A well-made but shallow film, Lovelace keeps explorations of its central figure narrow enough to avoid an overload of melodramatic bio-pic beats, but also sidesteps any meaningful examination of the woman behind the title. There’s a familiar journey from unsatisfying home life to troubled adult existence that is so surface-level it feels like there must be more.
Half-heartedly chronicling the rise and fall of a porn legend that made a grand total of one pornographic film – which happened to become a cultural phenomenon – writer Andy Bellin and directors Rob Epstein and Jeffrey Friedman leave their subject in perpetual victim mode, afraid to add dimension to their constantly put-on heroine. You could argue that this is by design to illustrate her exploitation, but to perpetuate that over a 90-minute picture is so slight. If there really was nothing else to Linda’s life beyond what we see here, it raises the question of whether Lovelace is even necessary.
After an unplanned pregnancy that leads to giving the baby up for adoption, Linda Boreman (Amanda Seyfried) moves from New York to Florida with her shrewish mother (Sharon Stone) and passive, retired cop father (Robert Patrick). Seyfried dives into the role admirably and is believable, if maybe just a little too cute and innocent. Perhaps her in-and-out New York accent can be attributed to acclimating to her new surroundings in the Sunshine State. Socially shackled by her mother, Linda quickly falls for Chuck Traynor (Peter Sarsgaard), a manipulative control freak with dodgy charm. In short order, the pair are married and Chuck moves Linda toward a porn career after becoming privy to her special talent for oral sex. He sways director Gerard Damiano (Hank Azaria) and producer Anthony Romano (Chris Noth) to cast this girl who doesn’t fit the prototypical porn star mold. They shoot Deep Throat capitalizing on her talents and the rest, as they say, is history.
Alas, in Lovelace the history surrounding the mania is lacking. There’s no insight into Linda’s feelings on her instant celebrity, only an examination of how her career and life is wrecked by Chuck, who beats her and forces her into acts of prostitution. The debts mount and then it’s all over; the narrative pretty much stopping there as well. In an odd structural choice, we circle back to the time when Chuck and Linda were first married and are shown more concrete evidence of his abuse. As if the filmmakers wish to say, we know you know it was bad, but check out how really, really bad it was. By this point, it’s all just piling on.
There are a couple of flash-forwards in six-year increments, briefly showing Linda as a domesticated mother with a new husband that is never identified, and then as an author appearing on Phil Donahue’s talk show to promote her biography Ordeal, which chronicles her bumpy meteoric rise. There could be some meat to this section of the film, but Lovelace is in a hurry to wrap up and glosses over the most interesting points. The best scene of the film is a phone call from Linda to her father when he tells her he’s seen her film — a genuinely touching moment and really great work from Robert Patrick.
Failing to shine a light on the person behind the tormented existence, Lovelace lacks any true understanding of a woman who went through so much – from being Linda Boreman to Linda Traynor to the mythical Linda Lovelace and then to activist Linda Marchiano. The title fonts, garish wardrobe and uninspired ’70s music choices are there, but none of the spirit.
The Lovelace Blu-ray includes only one extra – a featurette where cast and crew discuss the real-life story and translating it for this film.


_Exercise instructions_
Write out each entry word for word.

----

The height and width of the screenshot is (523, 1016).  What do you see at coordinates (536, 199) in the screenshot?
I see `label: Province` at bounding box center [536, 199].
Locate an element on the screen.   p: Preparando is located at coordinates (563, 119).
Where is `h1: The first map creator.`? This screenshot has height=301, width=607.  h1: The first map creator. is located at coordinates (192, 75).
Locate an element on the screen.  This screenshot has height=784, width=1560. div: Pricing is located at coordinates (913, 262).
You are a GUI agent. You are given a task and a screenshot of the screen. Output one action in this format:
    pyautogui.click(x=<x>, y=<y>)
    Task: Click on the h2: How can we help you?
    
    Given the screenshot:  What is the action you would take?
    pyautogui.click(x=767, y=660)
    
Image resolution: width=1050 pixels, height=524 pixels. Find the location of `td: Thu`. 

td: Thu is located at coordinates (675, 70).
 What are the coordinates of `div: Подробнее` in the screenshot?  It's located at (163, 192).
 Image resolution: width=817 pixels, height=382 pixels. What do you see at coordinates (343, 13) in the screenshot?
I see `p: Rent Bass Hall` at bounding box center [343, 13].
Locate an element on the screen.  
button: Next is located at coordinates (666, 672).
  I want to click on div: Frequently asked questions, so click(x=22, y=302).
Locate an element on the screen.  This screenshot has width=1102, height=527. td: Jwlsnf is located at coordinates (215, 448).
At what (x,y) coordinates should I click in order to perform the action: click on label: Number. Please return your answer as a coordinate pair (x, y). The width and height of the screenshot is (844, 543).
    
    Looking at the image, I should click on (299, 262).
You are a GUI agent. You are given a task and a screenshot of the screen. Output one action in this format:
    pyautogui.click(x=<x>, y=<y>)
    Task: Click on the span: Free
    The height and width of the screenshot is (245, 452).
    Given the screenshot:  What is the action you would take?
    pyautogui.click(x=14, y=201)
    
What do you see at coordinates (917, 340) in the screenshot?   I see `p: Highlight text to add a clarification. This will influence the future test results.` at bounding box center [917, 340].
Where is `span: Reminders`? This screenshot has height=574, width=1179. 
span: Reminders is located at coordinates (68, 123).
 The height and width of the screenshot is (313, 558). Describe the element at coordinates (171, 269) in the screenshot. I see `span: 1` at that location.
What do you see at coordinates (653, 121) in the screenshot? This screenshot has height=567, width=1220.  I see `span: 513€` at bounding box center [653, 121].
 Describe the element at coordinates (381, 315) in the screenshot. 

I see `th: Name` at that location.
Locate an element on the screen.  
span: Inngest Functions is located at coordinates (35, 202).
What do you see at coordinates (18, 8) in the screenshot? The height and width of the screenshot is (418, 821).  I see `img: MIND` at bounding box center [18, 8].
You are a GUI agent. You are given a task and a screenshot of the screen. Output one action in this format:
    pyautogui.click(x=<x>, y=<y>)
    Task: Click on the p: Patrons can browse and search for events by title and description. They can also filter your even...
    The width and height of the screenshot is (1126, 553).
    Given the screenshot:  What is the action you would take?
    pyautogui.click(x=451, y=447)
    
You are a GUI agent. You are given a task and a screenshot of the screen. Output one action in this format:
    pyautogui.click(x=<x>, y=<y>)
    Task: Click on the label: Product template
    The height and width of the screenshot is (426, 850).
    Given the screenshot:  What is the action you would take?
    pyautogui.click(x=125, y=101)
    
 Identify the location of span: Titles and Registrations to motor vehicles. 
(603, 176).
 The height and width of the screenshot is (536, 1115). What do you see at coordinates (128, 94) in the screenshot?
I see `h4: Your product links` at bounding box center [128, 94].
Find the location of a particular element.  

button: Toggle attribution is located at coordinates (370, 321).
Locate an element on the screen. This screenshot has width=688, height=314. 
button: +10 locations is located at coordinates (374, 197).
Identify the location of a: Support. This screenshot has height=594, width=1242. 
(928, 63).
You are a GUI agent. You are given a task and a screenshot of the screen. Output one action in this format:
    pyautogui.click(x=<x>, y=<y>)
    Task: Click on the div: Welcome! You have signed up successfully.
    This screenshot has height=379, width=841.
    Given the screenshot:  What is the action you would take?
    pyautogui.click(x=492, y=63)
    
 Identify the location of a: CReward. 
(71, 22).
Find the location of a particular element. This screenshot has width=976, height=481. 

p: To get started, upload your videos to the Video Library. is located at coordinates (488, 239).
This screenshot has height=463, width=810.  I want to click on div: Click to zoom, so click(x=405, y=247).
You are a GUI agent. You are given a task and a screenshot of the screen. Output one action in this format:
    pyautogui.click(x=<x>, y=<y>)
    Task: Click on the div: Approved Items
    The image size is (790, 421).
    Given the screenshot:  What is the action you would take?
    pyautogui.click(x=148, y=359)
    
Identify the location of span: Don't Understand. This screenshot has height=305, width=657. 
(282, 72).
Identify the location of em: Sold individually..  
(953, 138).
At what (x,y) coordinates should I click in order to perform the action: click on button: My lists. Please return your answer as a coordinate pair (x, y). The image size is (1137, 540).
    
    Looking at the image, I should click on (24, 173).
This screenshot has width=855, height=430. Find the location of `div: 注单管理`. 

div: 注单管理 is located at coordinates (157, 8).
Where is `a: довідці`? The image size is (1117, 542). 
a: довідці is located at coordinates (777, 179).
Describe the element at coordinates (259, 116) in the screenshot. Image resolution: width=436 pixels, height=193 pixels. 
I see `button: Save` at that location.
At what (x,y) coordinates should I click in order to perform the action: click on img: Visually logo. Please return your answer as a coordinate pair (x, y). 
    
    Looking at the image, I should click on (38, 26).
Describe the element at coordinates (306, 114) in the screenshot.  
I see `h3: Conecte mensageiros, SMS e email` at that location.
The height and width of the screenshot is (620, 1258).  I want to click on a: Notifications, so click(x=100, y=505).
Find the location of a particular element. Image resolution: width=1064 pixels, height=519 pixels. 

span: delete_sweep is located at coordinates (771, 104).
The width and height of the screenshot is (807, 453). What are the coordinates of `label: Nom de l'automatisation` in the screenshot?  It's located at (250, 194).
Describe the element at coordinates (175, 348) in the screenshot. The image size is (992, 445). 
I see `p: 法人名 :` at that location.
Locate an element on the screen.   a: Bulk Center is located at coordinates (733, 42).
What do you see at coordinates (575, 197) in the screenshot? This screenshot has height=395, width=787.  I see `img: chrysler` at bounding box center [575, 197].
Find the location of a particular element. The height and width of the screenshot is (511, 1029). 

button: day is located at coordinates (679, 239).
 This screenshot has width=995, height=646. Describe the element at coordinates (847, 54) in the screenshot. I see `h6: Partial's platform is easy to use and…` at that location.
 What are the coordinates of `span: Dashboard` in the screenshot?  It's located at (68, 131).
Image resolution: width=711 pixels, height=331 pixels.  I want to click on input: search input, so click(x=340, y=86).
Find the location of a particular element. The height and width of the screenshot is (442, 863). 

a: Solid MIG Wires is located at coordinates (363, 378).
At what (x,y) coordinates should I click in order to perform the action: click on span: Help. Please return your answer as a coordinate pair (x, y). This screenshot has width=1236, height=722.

----

_Result_
The height and width of the screenshot is (523, 1016).  What do you see at coordinates (536, 199) in the screenshot?
I see `label: Province` at bounding box center [536, 199].
Locate an element on the screen.   p: Preparando is located at coordinates (563, 119).
Where is `h1: The first map creator.`? This screenshot has height=301, width=607.  h1: The first map creator. is located at coordinates (192, 75).
Locate an element on the screen.  This screenshot has height=784, width=1560. div: Pricing is located at coordinates (913, 262).
You are a GUI agent. You are given a task and a screenshot of the screen. Output one action in this format:
    pyautogui.click(x=<x>, y=<y>)
    Task: Click on the h2: How can we help you?
    
    Given the screenshot:  What is the action you would take?
    pyautogui.click(x=767, y=660)
    
Image resolution: width=1050 pixels, height=524 pixels. Find the location of `td: Thu`. 

td: Thu is located at coordinates (675, 70).
 What are the coordinates of `div: Подробнее` in the screenshot?  It's located at (163, 192).
 Image resolution: width=817 pixels, height=382 pixels. What do you see at coordinates (343, 13) in the screenshot?
I see `p: Rent Bass Hall` at bounding box center [343, 13].
Locate an element on the screen.  
button: Next is located at coordinates (666, 672).
  I want to click on div: Frequently asked questions, so click(x=22, y=302).
Locate an element on the screen.  This screenshot has width=1102, height=527. td: Jwlsnf is located at coordinates (215, 448).
At what (x,y) coordinates should I click in order to perform the action: click on label: Number. Please return your answer as a coordinate pair (x, y). The width and height of the screenshot is (844, 543).
    
    Looking at the image, I should click on (299, 262).
You are a GUI agent. You are given a task and a screenshot of the screen. Output one action in this format:
    pyautogui.click(x=<x>, y=<y>)
    Task: Click on the span: Free
    The height and width of the screenshot is (245, 452).
    Given the screenshot:  What is the action you would take?
    pyautogui.click(x=14, y=201)
    
What do you see at coordinates (917, 340) in the screenshot?   I see `p: Highlight text to add a clarification. This will influence the future test results.` at bounding box center [917, 340].
Where is `span: Reminders`? This screenshot has height=574, width=1179. 
span: Reminders is located at coordinates (68, 123).
 The height and width of the screenshot is (313, 558). Describe the element at coordinates (171, 269) in the screenshot. I see `span: 1` at that location.
What do you see at coordinates (653, 121) in the screenshot? This screenshot has height=567, width=1220.  I see `span: 513€` at bounding box center [653, 121].
 Describe the element at coordinates (381, 315) in the screenshot. 

I see `th: Name` at that location.
Locate an element on the screen.  
span: Inngest Functions is located at coordinates (35, 202).
What do you see at coordinates (18, 8) in the screenshot? The height and width of the screenshot is (418, 821).  I see `img: MIND` at bounding box center [18, 8].
You are a GUI agent. You are given a task and a screenshot of the screen. Output one action in this format:
    pyautogui.click(x=<x>, y=<y>)
    Task: Click on the p: Patrons can browse and search for events by title and description. They can also filter your even...
    The width and height of the screenshot is (1126, 553).
    Given the screenshot:  What is the action you would take?
    pyautogui.click(x=451, y=447)
    
You are a GUI agent. You are given a task and a screenshot of the screen. Output one action in this format:
    pyautogui.click(x=<x>, y=<y>)
    Task: Click on the label: Product template
    The height and width of the screenshot is (426, 850).
    Given the screenshot:  What is the action you would take?
    pyautogui.click(x=125, y=101)
    
 Identify the location of span: Titles and Registrations to motor vehicles. 
(603, 176).
 The height and width of the screenshot is (536, 1115). What do you see at coordinates (128, 94) in the screenshot?
I see `h4: Your product links` at bounding box center [128, 94].
Find the location of a particular element.  

button: Toggle attribution is located at coordinates (370, 321).
Locate an element on the screen. This screenshot has width=688, height=314. 
button: +10 locations is located at coordinates (374, 197).
Identify the location of a: Support. This screenshot has height=594, width=1242. 
(928, 63).
You are a GUI agent. You are given a task and a screenshot of the screen. Output one action in this format:
    pyautogui.click(x=<x>, y=<y>)
    Task: Click on the div: Welcome! You have signed up successfully.
    This screenshot has height=379, width=841.
    Given the screenshot:  What is the action you would take?
    pyautogui.click(x=492, y=63)
    
 Identify the location of a: CReward. 
(71, 22).
Find the location of a particular element. This screenshot has width=976, height=481. 

p: To get started, upload your videos to the Video Library. is located at coordinates (488, 239).
This screenshot has height=463, width=810.  I want to click on div: Click to zoom, so click(x=405, y=247).
You are a GUI agent. You are given a task and a screenshot of the screen. Output one action in this format:
    pyautogui.click(x=<x>, y=<y>)
    Task: Click on the div: Approved Items
    The image size is (790, 421).
    Given the screenshot:  What is the action you would take?
    pyautogui.click(x=148, y=359)
    
Identify the location of span: Don't Understand. This screenshot has height=305, width=657. 
(282, 72).
Identify the location of em: Sold individually..  
(953, 138).
At what (x,y) coordinates should I click in order to perform the action: click on button: My lists. Please return your answer as a coordinate pair (x, y). The image size is (1137, 540).
    
    Looking at the image, I should click on (24, 173).
This screenshot has width=855, height=430. Find the location of `div: 注单管理`. 

div: 注单管理 is located at coordinates (157, 8).
Where is `a: довідці`? The image size is (1117, 542). 
a: довідці is located at coordinates (777, 179).
Describe the element at coordinates (259, 116) in the screenshot. Image resolution: width=436 pixels, height=193 pixels. 
I see `button: Save` at that location.
At what (x,y) coordinates should I click in order to perform the action: click on img: Visually logo. Please return your answer as a coordinate pair (x, y). 
    
    Looking at the image, I should click on (38, 26).
Describe the element at coordinates (306, 114) in the screenshot.  
I see `h3: Conecte mensageiros, SMS e email` at that location.
The height and width of the screenshot is (620, 1258).  I want to click on a: Notifications, so click(x=100, y=505).
Find the location of a particular element. Image resolution: width=1064 pixels, height=519 pixels. 

span: delete_sweep is located at coordinates (771, 104).
The width and height of the screenshot is (807, 453). What are the coordinates of `label: Nom de l'automatisation` in the screenshot?  It's located at (250, 194).
Describe the element at coordinates (175, 348) in the screenshot. The image size is (992, 445). 
I see `p: 法人名 :` at that location.
Locate an element on the screen.   a: Bulk Center is located at coordinates (733, 42).
What do you see at coordinates (575, 197) in the screenshot? This screenshot has height=395, width=787.  I see `img: chrysler` at bounding box center [575, 197].
Find the location of a particular element. The height and width of the screenshot is (511, 1029). 

button: day is located at coordinates (679, 239).
 This screenshot has width=995, height=646. Describe the element at coordinates (847, 54) in the screenshot. I see `h6: Partial's platform is easy to use and…` at that location.
 What are the coordinates of `span: Dashboard` in the screenshot?  It's located at (68, 131).
Image resolution: width=711 pixels, height=331 pixels.  I want to click on input: search input, so click(x=340, y=86).
Find the location of a particular element. The height and width of the screenshot is (442, 863). 

a: Solid MIG Wires is located at coordinates (363, 378).
At what (x,y) coordinates should I click in order to perform the action: click on span: Help. Please return your answer as a coordinate pair (x, y). This screenshot has width=1236, height=722.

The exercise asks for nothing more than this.